(Records excerpted from a collection)

══════

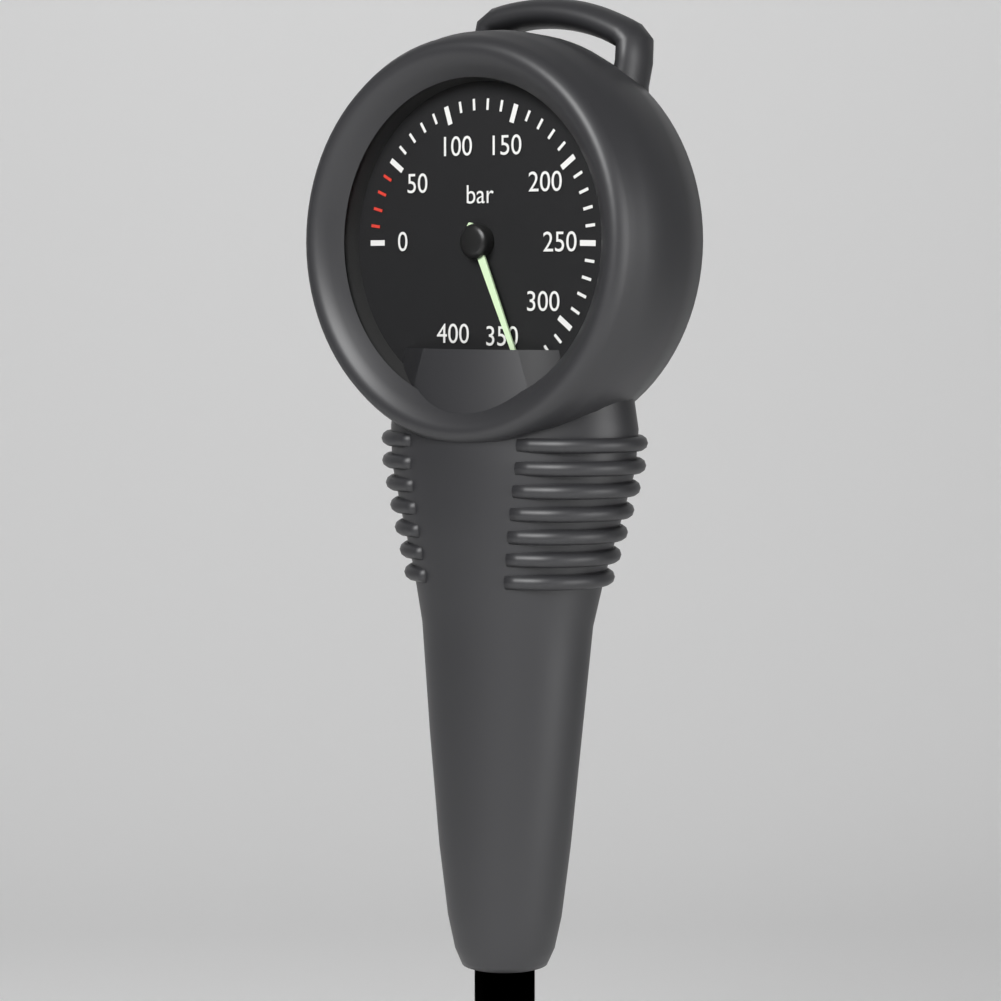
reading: 340 bar
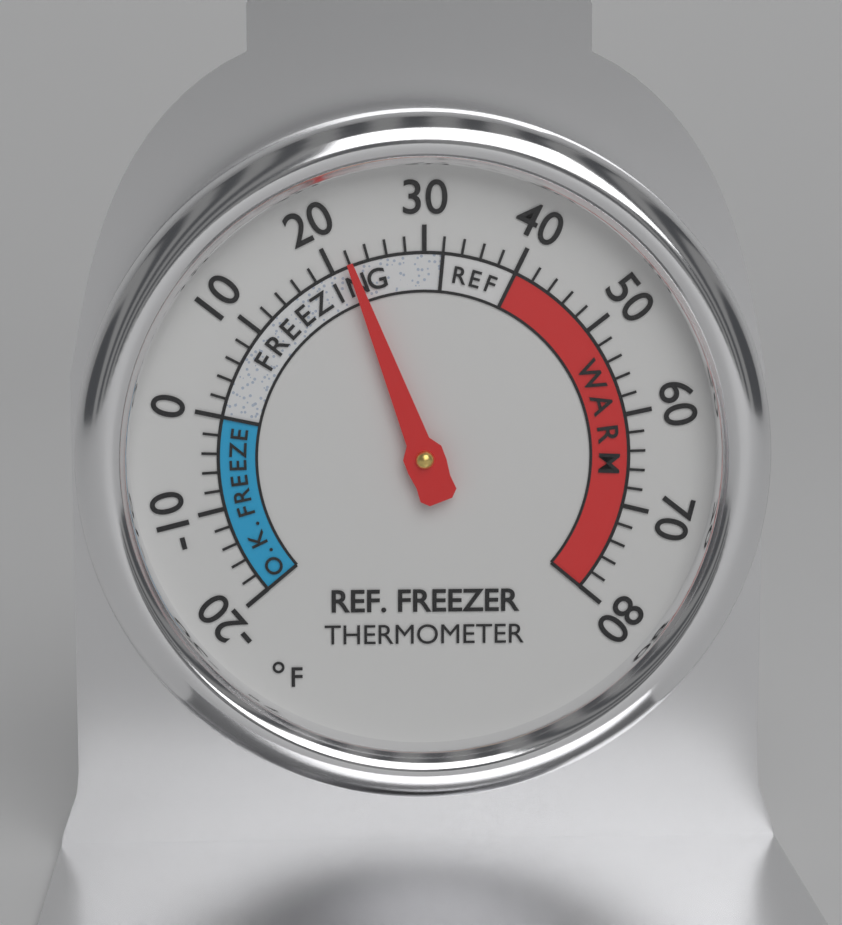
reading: 22 °F
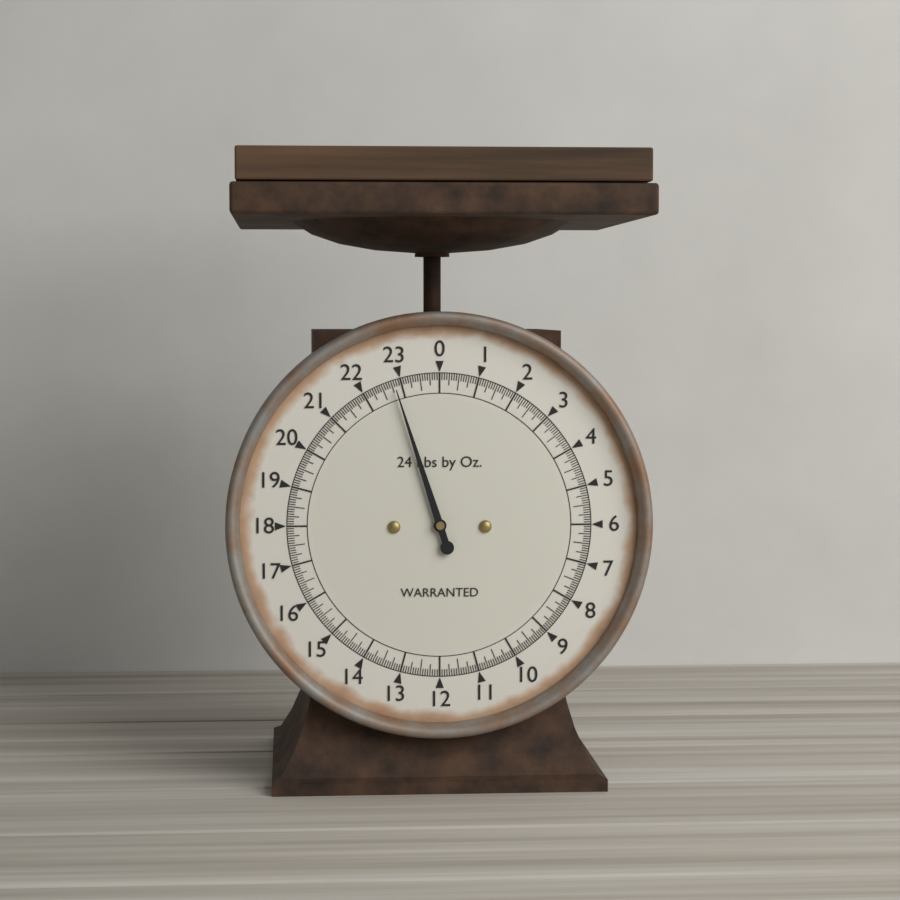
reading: 22.8125 lb
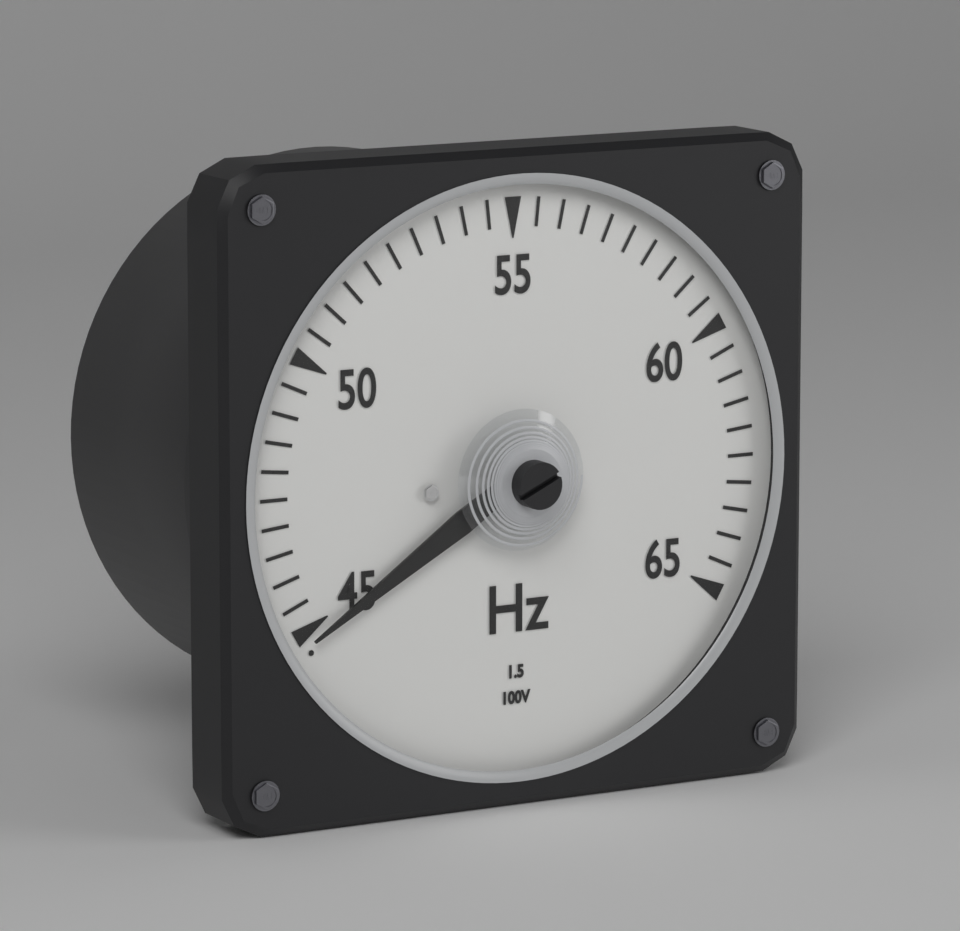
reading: 44.8 Hz
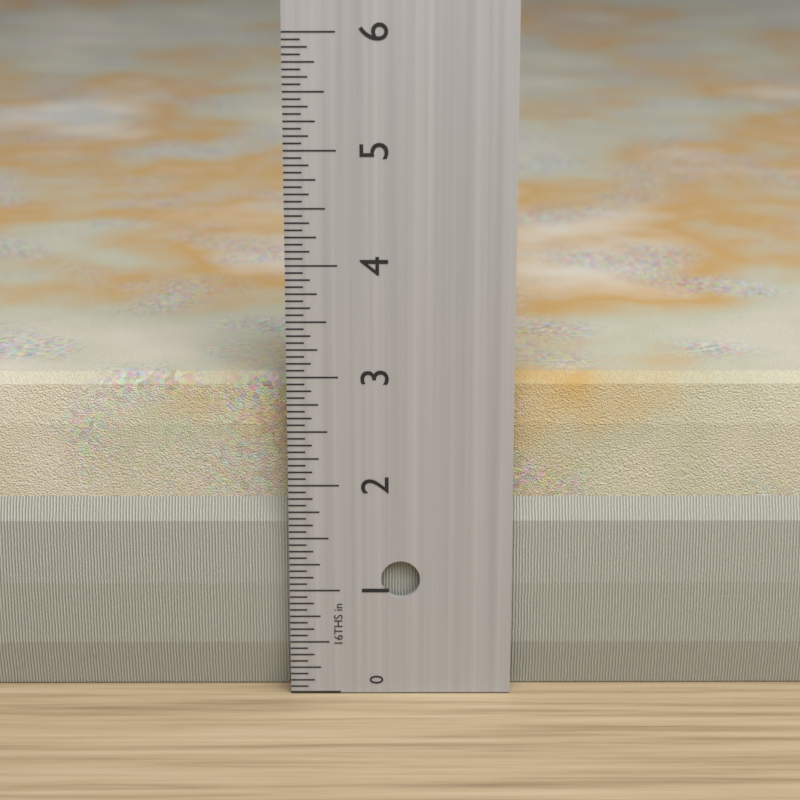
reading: 2.9375 in
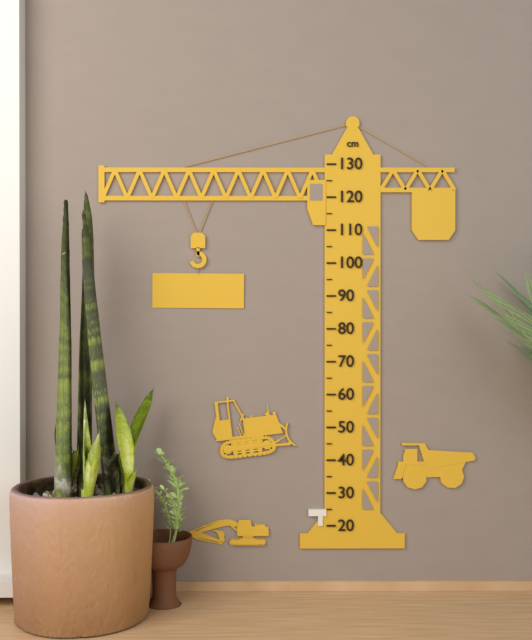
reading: 25 cm
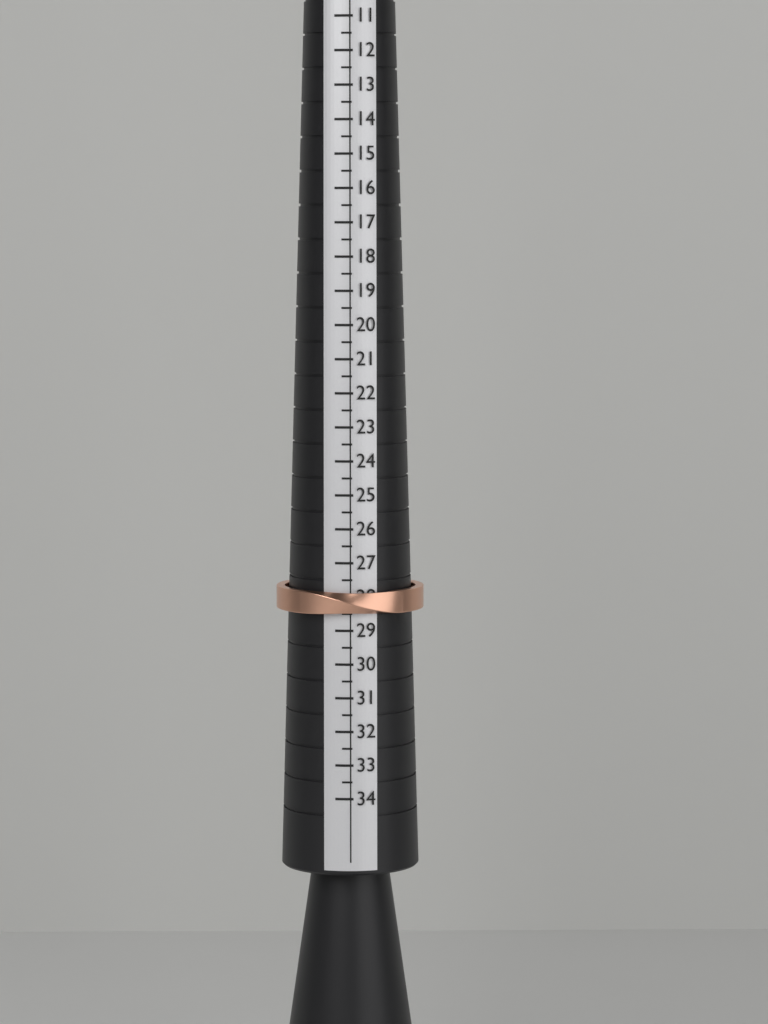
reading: 28.5 (no unit)
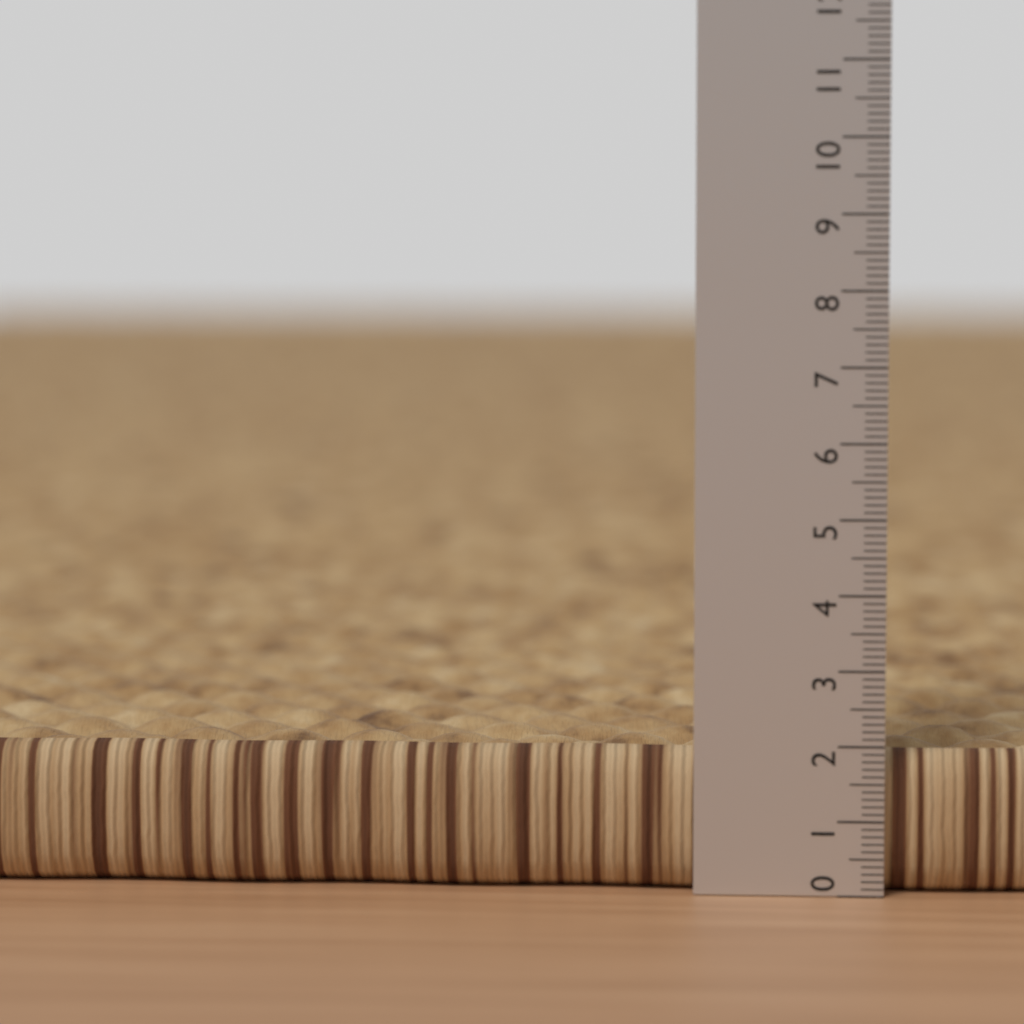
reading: 1.9 (no unit)
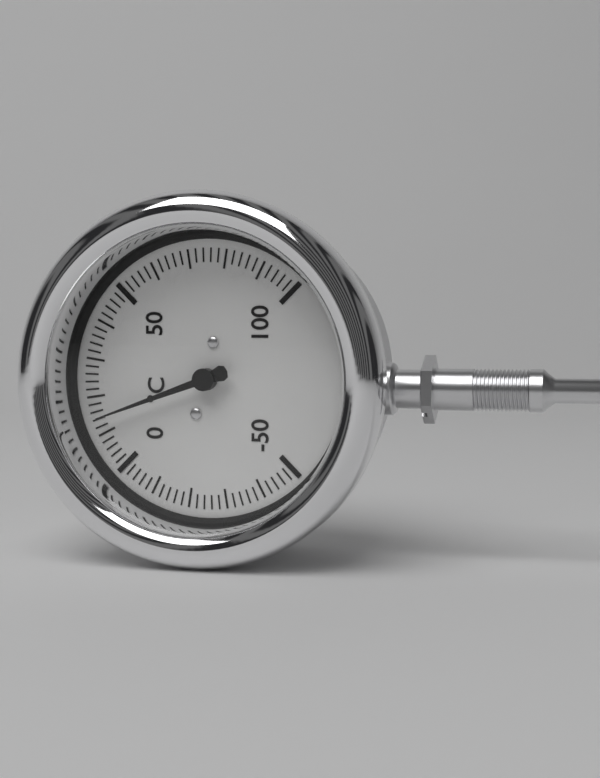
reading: 14 °C
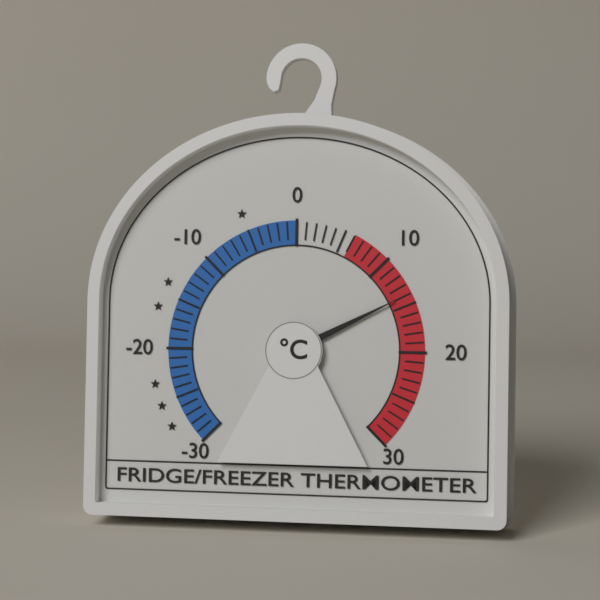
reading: 14 °C
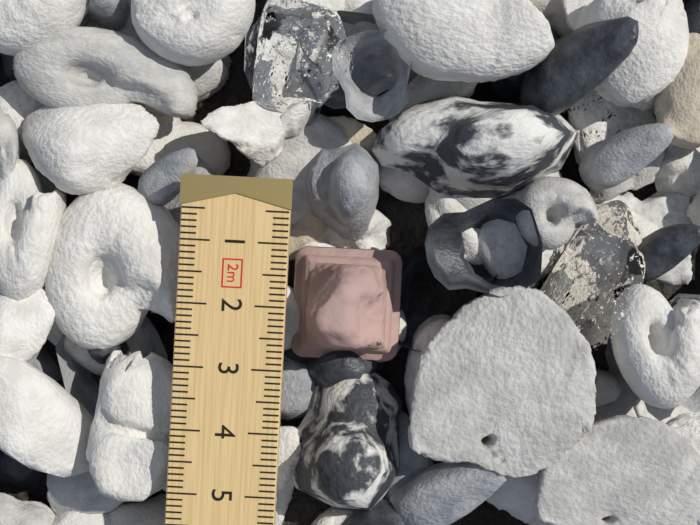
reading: 2.9 cm
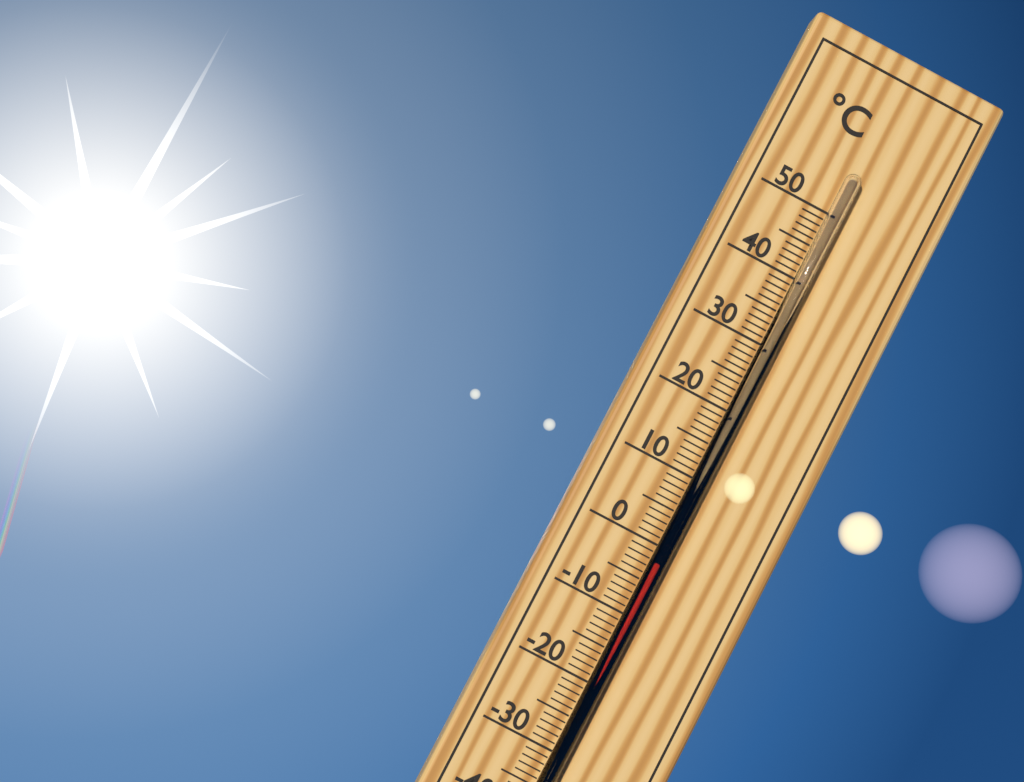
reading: -2 °C
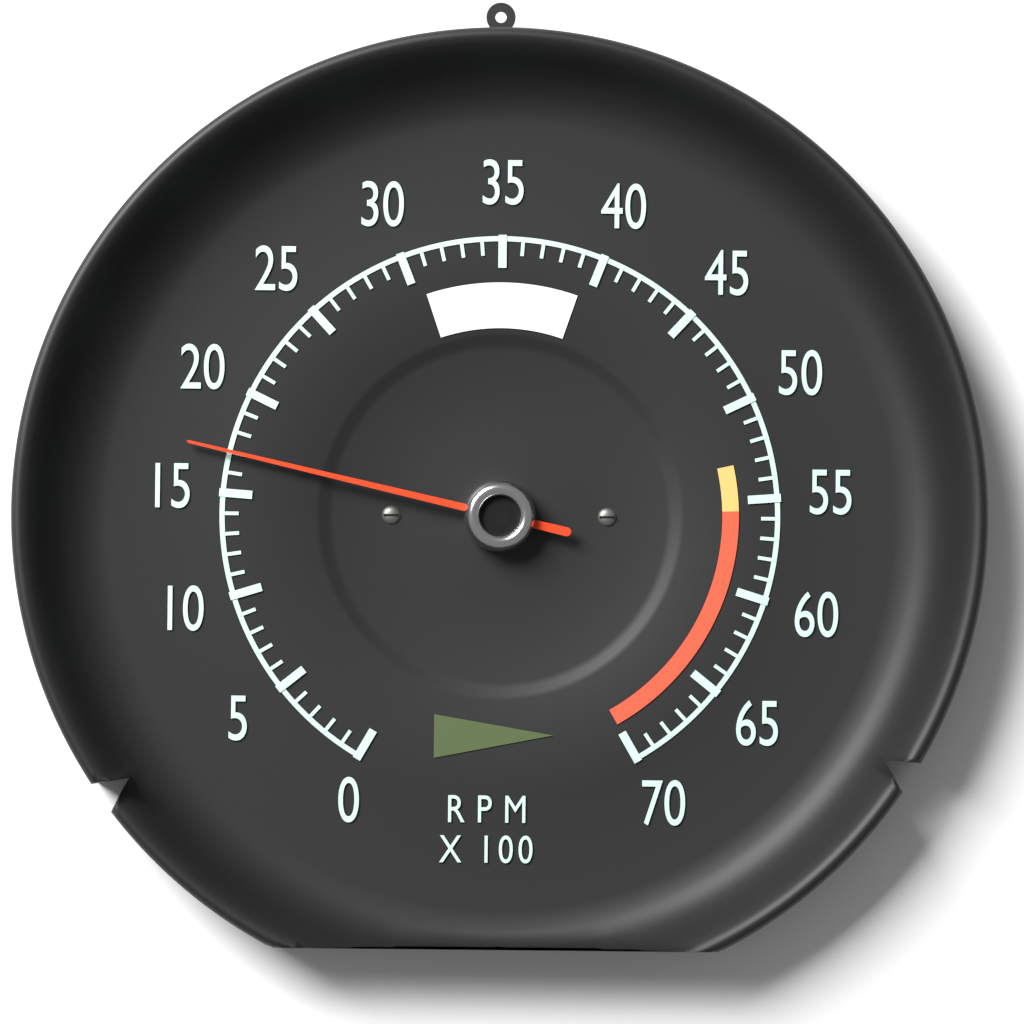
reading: 1700 RPM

══════

## Task statement
The records above should be reproduced exactly, with the pictures omitted.

## Reply
reading: 340 bar
reading: 22 °F
reading: 22.8125 lb
reading: 44.8 Hz
reading: 2.9375 in
reading: 25 cm
reading: 28.5 (no unit)
reading: 1.9 (no unit)
reading: 14 °C
reading: 14 °C
reading: 2.9 cm
reading: -2 °C
reading: 1700 RPM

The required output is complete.